Monday, 29 August 2011

The search for (soft) proof...

As I've mentioned previously here, I shoot JPEG for work (mostly) but occasionally switch to raw for tricky conditions and almost always for sport. My personal work, such as it is, is also shot in raw.

Cricket, in overcast conditions (it's England...!). Nikon D3, 300mm f2.8 plus TC20E3 converter (= 600mm), 
1/1000sec @ f8, ISO 1800. This is the raw file, cropped to use and sharpened, but otherwise as rendered by
Aperture with no further processing. It looks "flat" here and when seen larger in Aperture, looks very 'flat". 
How you could leave this unadjusted, as some say they do with raws, is a puzzle. I wasn't putting in enough
contrast previously, but even then I knew this would have needed more...

For all the advantages of shooting in raw the biggest single disadvantage is that, if it allows you to process your own images, then obviously EVERY IMAGE YOU SHOOT NEEDS TO BE PROCESSED. There's no JPEG engine doing it for you, which means that decision have to be made on white balance, contrast, saturation, highlights and shadows etc etc etc.  Now, Adobe's ACR, Apple Aperture, Capture One and all sorts of other raw processors come with a set of default raw conversion settings, but what I've found is that these are really only a starting point. I certainly don't understand how anyone can say "they only check for dust spots and that's it for raws", since none of the raw converters really, really, make your files look like what was in front of the camera without you, the shooter, making some further decisions.

Indeed, although JPEGs are much-maligned by some, most decent modern DSLRs make a very good job indeed of rendering what the sensor saw as a useful JPEG - provided considerable care is taken at the shooting stage to get exposure and white balance correct. Most DSLRs also now let you change contrast, hue, saturation, sharpening and other settings for rendering JPEGs.

But there are still advantages to shooting raw, so it's worth knuckling down and learning what needs to be done.

More after the break...


Monday, 15 August 2011

Spitfire blue

A quickie post - again!

I was down at Whitstable yesterday, visiting my parents for  a very pleasant Sunday lunch, and the afternoon ritual of a walk with Small Dog around Long Rock, the shingle bank and open ground at Swalecliffe.

It was Whitstable Regatta weekend last weekend, and there's often a visit from aircraft which entertain the crowds on Tankerton slopes, looping and rolling out over the sea with fewer restrictions as to what they can do, especially height-wise. I picked up my gear as, although we we not going up to Tankerton, we might see something worth a picture from Swalecliffe.

As we left for the walk, a Spitfire arrived and displayed and I thought that was that, I'd missed it. However, as we were walking around Long Rock, both my dad and I realised we could hear a big aero-engine running, and I spotted a small but distinctive speck which looked like another Spitfire, orbiting overhead.

I grabbed out the works D7000, adding my TC20E3 and 70-200 f2.8, which gives an angle of view like a 600mm. It's best to try to keep some "spin" in the propellor blades, so I set 1/250 sec, VR on, +0.7 of a stop and fingers crossed. We still weren't sure if he was going to actually display, but he orbited back over land and we saw and heard him begin a shallow diving turn from the east.

And he went pretty much right overhead, which gave me the best picture - and certainly the closest - of the 10 minutes display.  I shot about 160 frames, and there's an awful lot that are lost because of trying to handhold an effective 600mm at 1/250th, even with VR, and there's a few dodgy framing, focus and exposure ones. But I've got five that I'm happy with, including one where I can read the registration, which allowed me to ID the 'plane and pilot for posterity.

But the best one was still from the sequence where he went right overhead to start his display...

Peter Teichman takes his Supermarine Spitfire PRXI, PL965, overhead to begin his display at Whitstable Regatta,
on Sunday 14th August 2011. This aircraft, a photo-reconnaissance version of the Spitfire, was built in 1944 and
is currently flown by Teichman from the former Battle of Britain RAF airfield at North Weald, Essex.
The image is uncropped: Nikon D7000, 70-200 f2.8 + TC20E3, 1/250th @ f11,
giving the angle of view of a 600mm.
I've deliberately left this uncropped, so you can see just how close I could get - there are two closer images; but in one the hint of blue sky has gone (damn!) and the other there's enough motion blur from dodgy panning that I haven't selected them as "top" versions. If I was to crop it I'd take a little from the left and bottom sides.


PROBLEM STATEMENT:
Set the material down again exactly, line by line, skipping each picture.

INFORMATION SUPPLIED:

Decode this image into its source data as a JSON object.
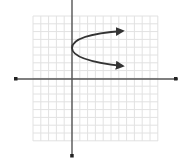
{
  "chart_data": {
    "type": "line",
    "title": "",
    "xlabel": "",
    "ylabel": "",
    "grid": true,
    "xlim": [
      -5,
      11
    ],
    "ylim": [
      -8,
      8
    ],
    "series": [
      {
        "name": "parabola",
        "equation": "x = (y - 4)^2 / 1.8",
        "vertex": [
          0,
          4
        ],
        "opens": "right",
        "points": [
          [
            7,
            6.3
          ],
          [
            3,
            5.3
          ],
          [
            1,
            4.75
          ],
          [
            0,
            4
          ],
          [
            1,
            3.25
          ],
          [
            3,
            2.7
          ],
          [
            7,
            1.7
          ]
        ],
        "arrows": "both-ends",
        "color": "#333333"
      }
    ]
  },
  "colors": {
    "grid": "#e2e2e2",
    "axis": "#555555",
    "curve": "#333333",
    "background": "#ffffff"
  }
}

FINISHED TASK:
Decode this image into its source data as a JSON object.
{
  "chart_data": {
    "type": "line",
    "title": "",
    "xlabel": "",
    "ylabel": "",
    "grid": true,
    "xlim": [
      -5,
      11
    ],
    "ylim": [
      -8,
      8
    ],
    "series": [
      {
        "name": "parabola",
        "equation": "x = (y - 4)^2 / 1.8",
        "vertex": [
          0,
          4
        ],
        "opens": "right",
        "points": [
          [
            7,
            6.3
          ],
          [
            3,
            5.3
          ],
          [
            1,
            4.75
          ],
          [
            0,
            4
          ],
          [
            1,
            3.25
          ],
          [
            3,
            2.7
          ],
          [
            7,
            1.7
          ]
        ],
        "arrows": "both-ends",
        "color": "#333333"
      }
    ]
  },
  "colors": {
    "grid": "#e2e2e2",
    "axis": "#555555",
    "curve": "#333333",
    "background": "#ffffff"
  }
}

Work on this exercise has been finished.